This fall marks a sad milestone here in West Virginia.
For the first time in almost three decades, the black bear known as Quagmire will not roam the woods.
Quagmire got her name when she was a young bear. Division of Natural Resources biologists trapped her and put a radio collar on her. To differentiate between her and other radio-collared bears, they gave her a name. The naming system in place at the time called for a moniker that started with “Q.” They settled on “Quagmire.”
Quagmire lived a typical black bear life. She got pregnant and bore litters of cubs. Year after year after year, biologists tracked her comings and goings by following the steady beep-beep of her collar’s radio signal.
After a decade or so, her followers began to notice that she had lived far longer than the average bear. They celebrated her 20th year, and then her 25th.
“She bore her last litter of cubs at age 25,” said Chris Ryan, the DNR’s former bear project leader. “Over her lifetime, we estimate she contributed about 20 cubs to the state’s bear population.”
Quagmire dropped off the DNR’s map last fall. Ryan said her collar showed that she was alive just before the deer firearm season, but she dropped the collar not long after.
“One of our biologists went out to investigate,” Ryan said. “He talked with some guys who had trail-camera pictures of her. They said she had lost a lot of weight, and that her collar was just flapping around loose on her.”
Ryan doesn’t know for sure, but he speculates that Quagmire went into hibernation in late November or early December and never woke up.
“We checked some of her known dens, but we never found her,” he said. “We can’t officially say she’s dead, but that’s the assumption. She lived a mighty long life for a bear. She was 29 when her collar dropped off. If she’d lived until February, she would have turned 30.”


For each line of the data that includes the word "Argent", copy the line.

**** Listed records

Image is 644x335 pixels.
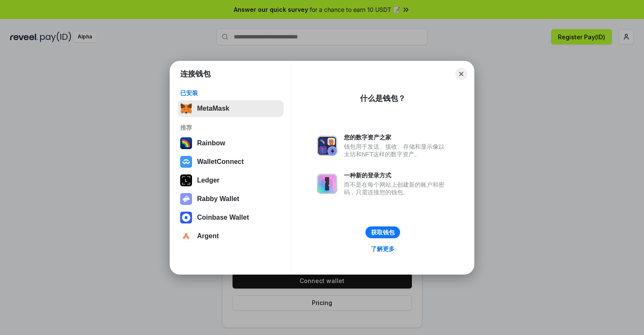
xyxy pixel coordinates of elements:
button: WalletConnect [177,153,284,170]
img: svg+xml,%3Csvg%20width%3D%2228%22%20height%3D%2228%22%20viewBox%3D%220%200%2028%2028%22%20fill%3D... [180,230,192,242]
img: svg+xml,%3Csvg%20width%3D%2228%22%20height%3D%2228%22%20viewBox%3D%220%200%2028%2028%22%20fill%3D... [180,212,192,223]
button: Argent [177,228,284,244]
div: 钱包用于发送、接收、存储和显示像以太坊和NFT这样的数字资产。 [344,142,449,158]
button: Rainbow [177,134,284,152]
div: Coinbase Wallet [197,214,249,221]
img: svg+xml,%3Csvg%20xmlns%3D%22http%3A%2F%2Fwww.w3.org%2F2000%2Fsvg%22%20fill%3D%22none%22%20viewBox... [180,193,192,204]
div: 已安装 [180,89,281,96]
button: Close [456,68,467,80]
button: Rabby Wallet [177,190,284,207]
div: 一种新的登录方式 [344,172,449,179]
div: 推荐 [180,123,281,131]
button: Ledger [177,172,284,188]
a: 了解更多 [366,243,400,254]
div: 您的数字资产之家 [344,134,449,141]
div: Argent [197,232,219,239]
img: svg+xml,%3Csvg%20xmlns%3D%22http%3A%2F%2Fwww.w3.org%2F2000%2Fsvg%22%20fill%3D%22none%22%20viewBox... [317,136,337,155]
button: MetaMask [177,100,284,117]
div: WalletConnect [197,158,244,166]
div: 了解更多 [371,244,395,253]
button: 获取钱包 [366,226,400,238]
h1: 连接钱包 [180,69,211,79]
div: 获取钱包 [371,228,395,236]
img: svg+xml,%3Csvg%20xmlns%3D%22http%3A%2F%2Fwww.w3.org%2F2000%2Fsvg%22%20fill%3D%22none%22%20viewBox... [317,174,337,193]
img: svg+xml,%3Csvg%20width%3D%22120%22%20height%3D%22120%22%20viewBox%3D%220%200%20120%20120%22%20fil... [180,137,192,149]
button: Coinbase Wallet [177,209,284,226]
div: 而不是在每个网站上创建新的账户和密码，只需连接您的钱包。 [344,180,449,196]
img: svg+xml,%3Csvg%20xmlns%3D%22http%3A%2F%2Fwww.w3.org%2F2000%2Fsvg%22%20width%3D%2228%22%20height%3... [180,174,192,186]
img: svg+xml,%3Csvg%20fill%3D%22none%22%20height%3D%2233%22%20viewBox%3D%220%200%2035%2033%22%20width%... [180,103,192,115]
div: 什么是钱包？ [360,93,406,104]
div: MetaMask [197,104,229,112]
div: Ledger [197,177,220,184]
img: svg+xml,%3Csvg%20width%3D%2228%22%20height%3D%2228%22%20viewBox%3D%220%200%2028%2028%22%20fill%3D... [180,155,192,168]
div: Rainbow [197,139,226,147]
div: Rabby Wallet [197,195,239,203]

********

*Written answer*
button: Argent [177,228,284,244]
div: Argent [197,232,219,239]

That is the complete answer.